▶ Problem to solve
Your output should be the lines of the entries below, exactly, from the first one through the line that holds "This screenshot has".

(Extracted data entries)
######
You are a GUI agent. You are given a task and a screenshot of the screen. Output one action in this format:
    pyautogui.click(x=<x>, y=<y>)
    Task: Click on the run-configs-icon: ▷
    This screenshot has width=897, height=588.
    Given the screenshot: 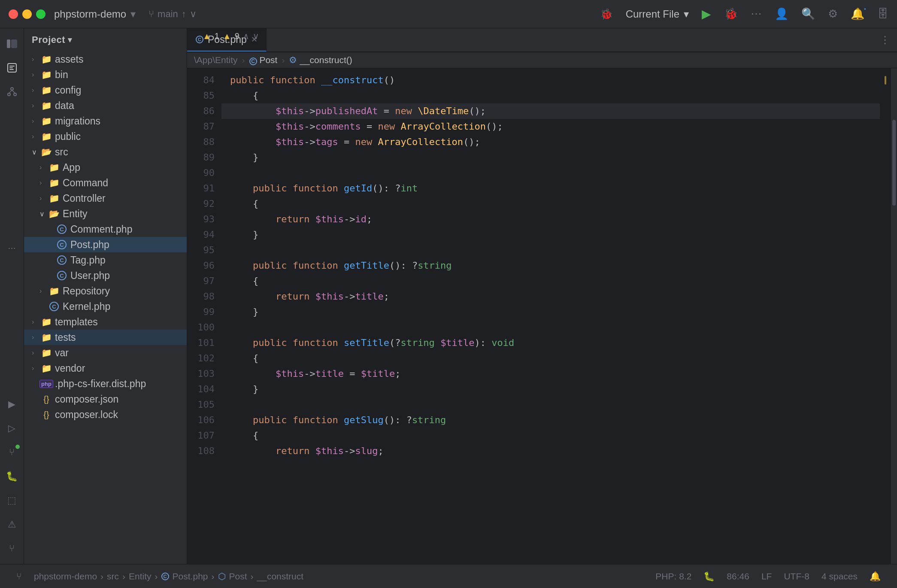 What is the action you would take?
    pyautogui.click(x=12, y=428)
    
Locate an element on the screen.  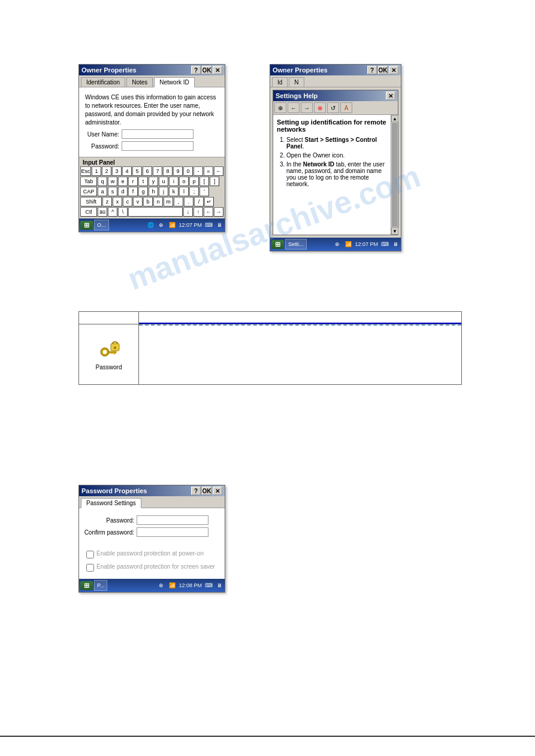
######
▶ Task result
You are a GUI agent. You are given a task and a screenshot of the screen. Output one action in this format:
    pyautogui.click(x=<x>, y=<y>)
    Task: Click on the run-configs-icon: ▷
    This screenshot has width=897, height=588.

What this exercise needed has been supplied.